Growth in Java Development for Web and Mobile Apps

Java is the fifth most used programming language with a market share of 35.35%. It is a viable technology for enterprise, web, and mobile applications. Java has become the primary programming language for companies across multiple domains in recent years. It is powerful, scalable, and enterprise-grade. As a result, Java software development services are highly popular for such applications. 

Today, Java has found applications in some of the leading technical industries of the world. From data science to AR & VR, Java is usable for all advanced programming applications. However, while enterprise Java development is the fastest-growing use case, web and mobile have been the long-standing winner for the technical applications of Java.

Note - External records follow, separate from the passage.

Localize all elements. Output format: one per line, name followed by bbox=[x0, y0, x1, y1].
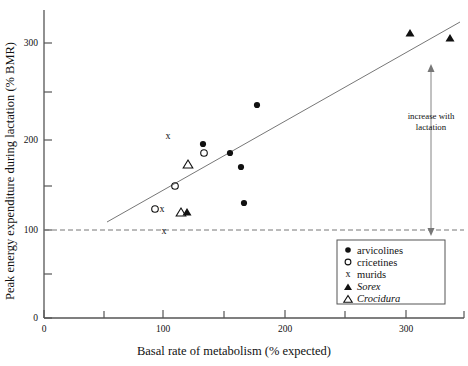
data-point bbox=[183, 160, 193, 168]
legend-label-sorex: Sorex bbox=[357, 281, 381, 292]
annotation-line-2: lactation bbox=[416, 122, 447, 132]
y-axis-tick-labels: 0 100 200 300 bbox=[24, 38, 39, 323]
increase-with-lactation-arrow bbox=[428, 64, 435, 236]
regression-line bbox=[107, 22, 460, 222]
y-tick-label-200: 200 bbox=[24, 135, 39, 145]
x-tick-label-0: 0 bbox=[42, 324, 47, 334]
x-tick-label-200: 200 bbox=[278, 324, 293, 334]
x-axis-tick-labels: 0 100 200 300 bbox=[42, 324, 414, 334]
data-point bbox=[406, 29, 415, 37]
data-point: x bbox=[166, 130, 171, 141]
x-tick-label-300: 300 bbox=[399, 324, 414, 334]
data-point bbox=[200, 141, 206, 147]
legend-label-crocidura: Crocidura bbox=[357, 293, 400, 304]
legend-marker-filled-circle bbox=[345, 247, 351, 253]
chart-legend: arvicolines cricetines x murids Sorex Cr… bbox=[337, 240, 445, 304]
scatter-plot-svg: Peak energy expenditure during lactation… bbox=[0, 0, 468, 366]
chart-figure: Peak energy expenditure during lactation… bbox=[0, 0, 468, 366]
x-tick-label-100: 100 bbox=[156, 324, 171, 334]
data-point bbox=[227, 150, 233, 156]
y-tick-label-300: 300 bbox=[24, 38, 39, 48]
data-point bbox=[241, 200, 247, 206]
data-point bbox=[254, 102, 260, 108]
series-murids: x x x bbox=[160, 130, 171, 236]
data-point: x bbox=[160, 203, 165, 214]
y-tick-label-100: 100 bbox=[24, 225, 39, 235]
data-point bbox=[201, 150, 208, 157]
series-arvicolines bbox=[200, 102, 260, 206]
x-axis-ticks bbox=[44, 310, 464, 318]
y-axis-title: Peak energy expenditure during lactation… bbox=[3, 42, 17, 300]
series-sorex bbox=[183, 29, 455, 216]
x-axis-title: Basal rate of metabolism (% expected) bbox=[137, 344, 331, 358]
y-axis-ticks bbox=[44, 43, 52, 318]
y-tick-label-0: 0 bbox=[33, 313, 38, 323]
data-point bbox=[446, 34, 455, 42]
annotation-line-1: increase with bbox=[408, 111, 455, 121]
legend-marker-x-icon: x bbox=[346, 268, 351, 279]
data-point bbox=[238, 164, 244, 170]
data-point: x bbox=[162, 225, 167, 236]
legend-label-murids: murids bbox=[357, 269, 386, 280]
legend-label-arvicolines: arvicolines bbox=[357, 245, 403, 256]
data-point bbox=[152, 206, 159, 213]
legend-label-cricetines: cricetines bbox=[357, 257, 397, 268]
series-crocidura bbox=[176, 160, 193, 216]
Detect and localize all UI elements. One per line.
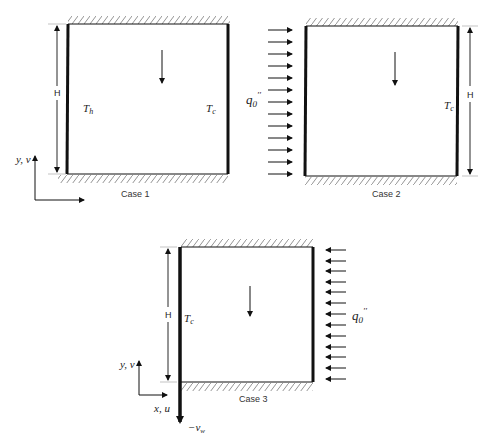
- bottom-wall-hatch: [58, 175, 228, 183]
- case-1: H Th Tc y, v Case 1: [15, 16, 230, 200]
- case-2: q0′′ H Tc Case 2: [246, 18, 478, 199]
- cold-temp-label: Tc: [444, 99, 454, 113]
- heat-flux-arrows: [268, 30, 292, 174]
- diagram-canvas: H Th Tc y, v Case 1: [0, 0, 495, 442]
- diagram-svg: H Th Tc y, v Case 1: [0, 0, 495, 442]
- height-label: H: [467, 90, 474, 100]
- top-wall-hatch: [68, 16, 230, 24]
- cold-wall: [457, 26, 458, 176]
- height-label: H: [54, 88, 61, 98]
- cold-temp-label: Tc: [184, 312, 194, 326]
- heat-flux-label: q0′′: [352, 306, 368, 325]
- case-3: q0′′ H Tc y, v x, u −vw Case 3: [119, 239, 368, 435]
- height-label: H: [165, 310, 172, 320]
- case-1-caption: Case 1: [121, 189, 150, 199]
- heat-flux-label: q0′′: [246, 90, 262, 109]
- cold-temp-label: Tc: [206, 102, 216, 116]
- top-wall-hatch: [181, 239, 313, 247]
- heated-wall: [305, 26, 306, 176]
- x-axis-label: x, u: [153, 402, 170, 414]
- heat-flux-arrows: [326, 250, 346, 379]
- case-2-caption: Case 2: [372, 189, 401, 199]
- wall-velocity-label: −vw: [188, 421, 205, 435]
- y-axis-label: y, v: [15, 153, 31, 165]
- top-wall-hatch: [306, 18, 458, 26]
- y-axis-label: y, v: [119, 358, 135, 370]
- hot-wall: [67, 24, 68, 174]
- bottom-wall-hatch: [305, 177, 457, 185]
- hot-temp-label: Th: [83, 102, 93, 116]
- case-3-caption: Case 3: [239, 394, 268, 404]
- bottom-wall-hatch: [181, 383, 313, 391]
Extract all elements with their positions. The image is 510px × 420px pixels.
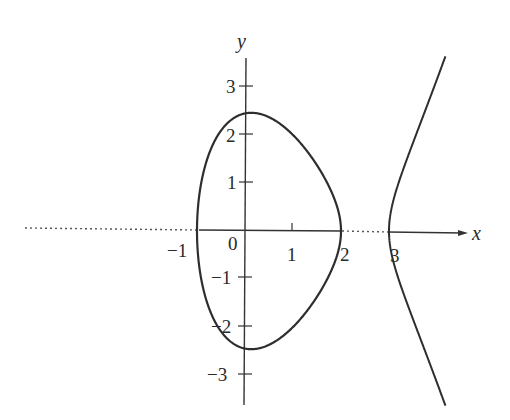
- y-tick-label-neg1: −1: [211, 267, 231, 288]
- elliptic-curve-plot: y x 0 −1 1 2 3 3 2 1 −1 −2 −3: [0, 0, 510, 420]
- x-tick-label-1: 1: [287, 244, 297, 265]
- x-axis-right: [388, 232, 463, 233]
- y-axis: [244, 58, 246, 405]
- y-tick-label-3: 3: [226, 76, 236, 97]
- x-axis-label: x: [471, 222, 481, 244]
- y-axis-label: y: [235, 30, 246, 53]
- y-tick-label-1: 1: [227, 172, 237, 193]
- y-tick-label-neg2: −2: [211, 316, 231, 337]
- dotted-x-axis-left: [25, 228, 199, 230]
- y-tick-label-neg3: −3: [207, 364, 227, 385]
- x-tick-label-neg1: −1: [167, 240, 187, 261]
- x-axis: [199, 230, 342, 231]
- dotted-x-axis-between-branches: [342, 231, 388, 232]
- origin-label: 0: [228, 233, 238, 254]
- x-tick-label-2: 2: [340, 244, 350, 265]
- x-axis-arrowhead: [458, 230, 468, 236]
- unbounded-branch-curve: [389, 56, 445, 405]
- x-tick-label-3: 3: [390, 245, 400, 266]
- y-tick-label-2: 2: [226, 125, 236, 146]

What I’ve Learned While Building a To-Do App Using Quarkus

Recently I was working on a small project to build a simple browser-based app using Quarkus, JQuery, and Postgresql. The focus was more on learning Quarkus, while the others were complimentary. I was interested to get a first-hand experience on Quarkus and Graal VM. Some readers might be new with these words so let me start with a small introduction on these two projects.

Quarkus is an open source project working with a container-first philosophy to build cloud-native Java-based applications using a microservice architecture. It brings along significant improvement on app booting (a notorious area for improvement for Java-based applications) by build time meta-data processing and most importantly building standalone native images using Graal/Substrate VM. Graal VM applies a technique to statically analyze the classes to determine which classes and methods are reachable and will be used during application execution. Then it passes all this reachable code as the input to the GraalVM compiler which ahead-of-time (AOT) compiles it to the native binary. The native binary runs on a different VM (Substrate VM) that manages runtime components like de-optimizer, garbage collector, thread scheduling, etc.